The files SeatGeek produced for the government “include documents that a company would never want to fall into the hands of any competitor,” SeatGeek attorney William Kalema wrote to the court.

“SeatGeek hears on at least a weekly basis from venues that are reluctant even to meet with SeatGeek for fear of retaliation from Defendants,” the letter continued. “If the market were to learn that venues’ contracts and other communications with Ticketmaster’s competitors were made available to Defendants’ senior management, SeatGeek’s ability to market its product would be hindered even further.”

Attorneys for AEG said they had produced “hundreds of thousands of documents” for the DOJ, including the company’s “most sensitive and competitively significant materials.” AEG attorney Justin Bernick took particular issue with Wall over past statements Wall has made in the media and on Live Nation’s blog, arguing that Wall has often acted as the company’s spokesperson rather than its lawyer.

After a brief hearing, Subramanian ruled that Wall and Tobias would not be allowed to view documents marked as highly confidential — meaning those involving trade secrets, customer lists, current or future financial and strategic information, private contract terms, personnel files, planning documents, and anything deemed sensitive by the courts — and that those documents can only be viewed by Live Nation’s outside attorneys.

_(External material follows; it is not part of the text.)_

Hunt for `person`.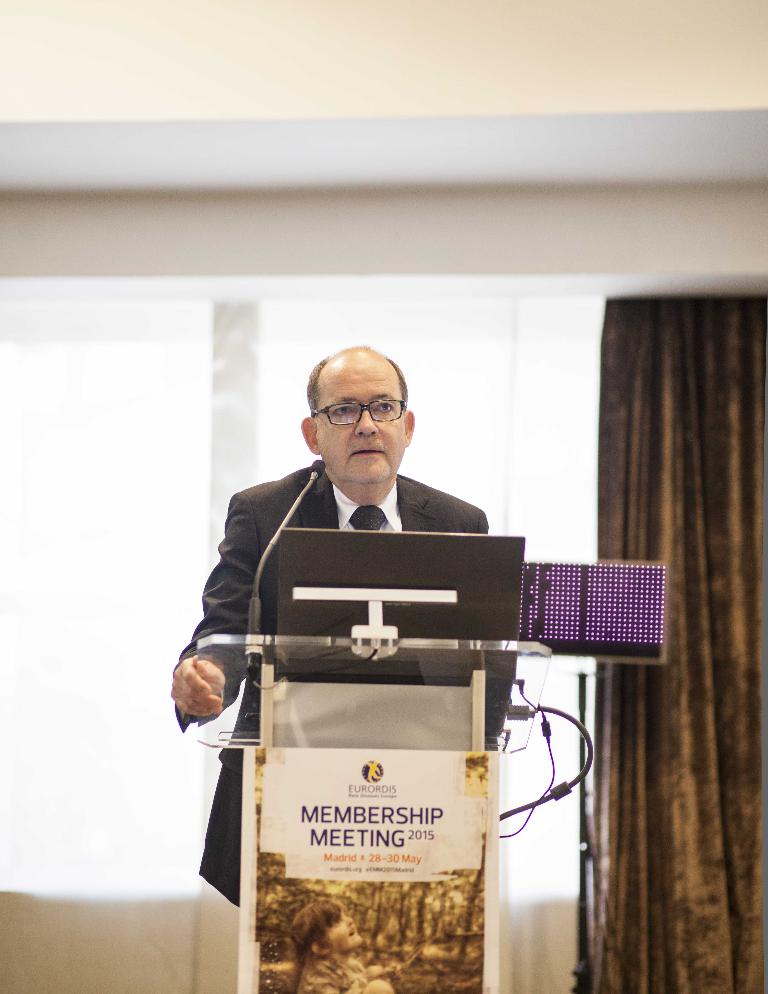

Wall and Tobias can, however, view confidential information — defined as previously non-public financial information, material related to ownership of non-public companies, business plans and marketing campaign documents related to product development.

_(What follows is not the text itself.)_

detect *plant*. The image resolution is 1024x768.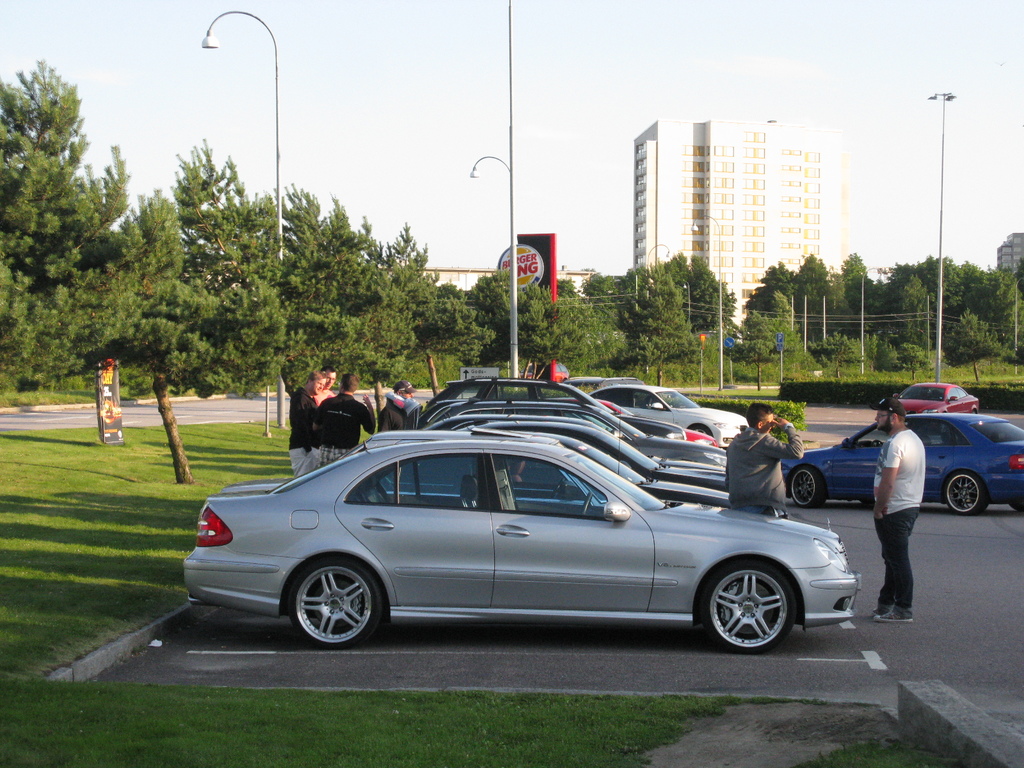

In order to view confidential court files, Wall and Tobias must agree not to participate or advise Live Nation on “competitive decision-making” or litigation against AEG or SeatGeek — except for litigation tied to the DOJ lawsuit — for two years after the final confidential documents are reviewed.

The “highly confidential” and “confidential” designations will be determined by those producing the documents, Subramanian wrote in the earlier July 23 opinion, noting that “if it turns out that vast swaths of the record are improperly designated highly confidential, the Court will step in” and require “a page-by-page review of documents by the producing party on a tight timeframe or appropriate modifications to the protective order.”

Billboard has reached out to Live Nation for comment on this story. The trial for USA v. Live Nation Entertainment is scheduled to begin March 2, 2026.